Hello, Hexo!

Previously this was a Wordpress blog running on an ec2 instance. I decided to switch to a static site for a few reasons:

  • Cost: Rather than pay to rent a server 24/7, now I’m charged mainly for the microscopic bandwith requirements of my site. It’s really cheap.
  • Security: For an unskilled hack of an amateur sysadmin like me, there are risks in running a Wordpress server. I don’t do a good job updating things, so at any given moment I could have unpatched bugs in Wordpress or Apache that were fixed and publicly documented months prior. In comparison, the attack surface of a static site is pretty darn small.
  • Efficiency: If my content is static, there’s no sense using electricity to regenerate a page every time it is accessed.
  • Scalability: Some might say my readership is, umm, on the small side. Up until now, I’ve run on an ec2 nano instance with no problems. This has been fine and dandy, but it was depressing to know that on the off chance my site did get its 15 minutes of fame, my nano instance would fall flat on its face. Now I’m on S3, which should be able to handle just about any bandwith spike I can imagine, while only charging me for what I need.

The cheapskate in me and the dreamer in me both want the same thing, so I made a change. Enter Hexo, the open source static site generator written in NodeJs.

 

Hexo

Hexo installed easily through npm. I cloned an MIT licensed theme, cactus-white, from github, and adapted it to create the exquisite “squirrel-white” theme you see here. The site conversion was done manually, since I only have a few posts. Porting my html to markdown wasn’t too bad, and the yml configs were easy to figure out. I haven’t written any code yet (though I sort of want to, maybe I need to fiddle-fudge the theme some more). After adding 3 lines to the config, I can upload to S3 just by typing hexo deploy. The only drawback to Hexo I’ve seen so far is that there are some hoops to jump through to with embedding images.

As for S3…like everything on AWS I had to do a shit ton of googling just to complete some pathetically simple task. In order to use a domain name with S3, you have to name your S3 bucket exactly according to the domain, e.g. brainsquirrels.com. Then, you set your DNS to be an alias for your region’s S3 gateway. You only get one shot at naming; there is no rename option, so don’t waste your time configuring a bucket called brainsquirrels-com like I did. To do www.brainsquirrels.comI actually have to create a second S3 bucket which points to the first (I used present tense in that sentence because at the time of writing, www.brainsquirrels.com doesn’t work).

S3’s learning curve aside, static is awesome. I can’t believe it took me this long to appreciate it, given that it has basically been the default site option since the beginnings of the internet. And of course, 2018’s tools make it easier than ever before.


* Task statement *
Among the records below, find the lines that contain "bottom" and copy each of them.

* Data records *

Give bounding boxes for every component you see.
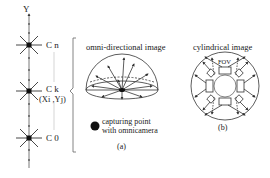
legend-line-2: with omnicamera [102,126,158,136]
panel-b-title: cylindrical image [193,42,252,52]
panel-b-caption: (b) [218,123,227,133]
panel-a-caption: (a) [117,142,126,152]
fov-label: FOV [218,57,231,67]
hemisphere-diagram [86,54,158,99]
node-label-cn: C n [46,40,59,50]
node-label-ck: C k [46,84,59,94]
y-axis-label: Y [23,4,30,14]
diagram-canvas [0,0,270,178]
capturing-point-dot [91,122,100,131]
panel-a-title: omni-directional image [86,42,166,52]
node-label-c0: C 0 [46,133,59,143]
node-coords-ck: (Xi ,Yj) [39,94,66,104]
curly-brace [70,38,76,152]
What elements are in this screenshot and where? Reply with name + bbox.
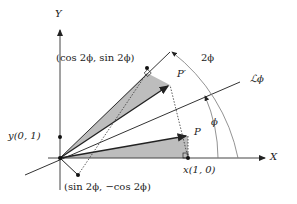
y-unit-label: y(0, 1) [8,130,41,141]
p-prime-label: P′ [177,68,186,79]
segment-bottom-point [60,158,78,175]
p-label: P [194,126,201,137]
bottom-point-label: (sin 2ϕ, −cos 2ϕ) [64,181,151,192]
point-x-unit [186,156,190,160]
y-axis-label: Y [55,8,62,19]
point-origin [58,156,62,160]
angle-2phi-label: 2ϕ [201,52,214,63]
x-axis-label: X [270,151,277,162]
point-top [145,66,149,70]
arc-phi [205,96,218,158]
reflection-diagram [0,0,297,204]
point-y-unit [58,135,62,139]
top-point-label: (cos 2ϕ, sin 2ϕ) [56,52,134,63]
x-unit-label: x(1, 0) [183,164,216,175]
line-l-phi-label: ℒϕ [250,73,264,84]
angle-phi-label: ϕ [211,116,218,127]
point-bottom [76,173,80,177]
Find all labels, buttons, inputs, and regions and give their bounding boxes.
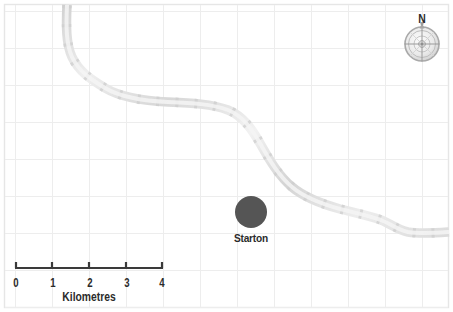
scale-tick-1: 1 (45, 276, 61, 290)
compass-north-label: N (415, 11, 429, 26)
map-graphics-layer (0, 0, 453, 312)
settlement-marker-starton[interactable] (235, 196, 267, 228)
scale-tick-4: 4 (154, 276, 170, 290)
scale-tick-0: 0 (8, 276, 24, 290)
map-canvas: Starton N 0 1 2 3 4 Kilometres (0, 0, 453, 312)
settlement-label-starton: Starton (227, 232, 275, 244)
scale-bar-caption: Kilometres (46, 290, 132, 304)
scale-tick-3: 3 (119, 276, 135, 290)
scale-tick-2: 2 (82, 276, 98, 290)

* Task result *
segment-bottom-point [60,158,78,175]
bottom-point-label: (sin 2ϕ, −cos 2ϕ) [64,181,151,192]
point-bottom [76,173,80,177]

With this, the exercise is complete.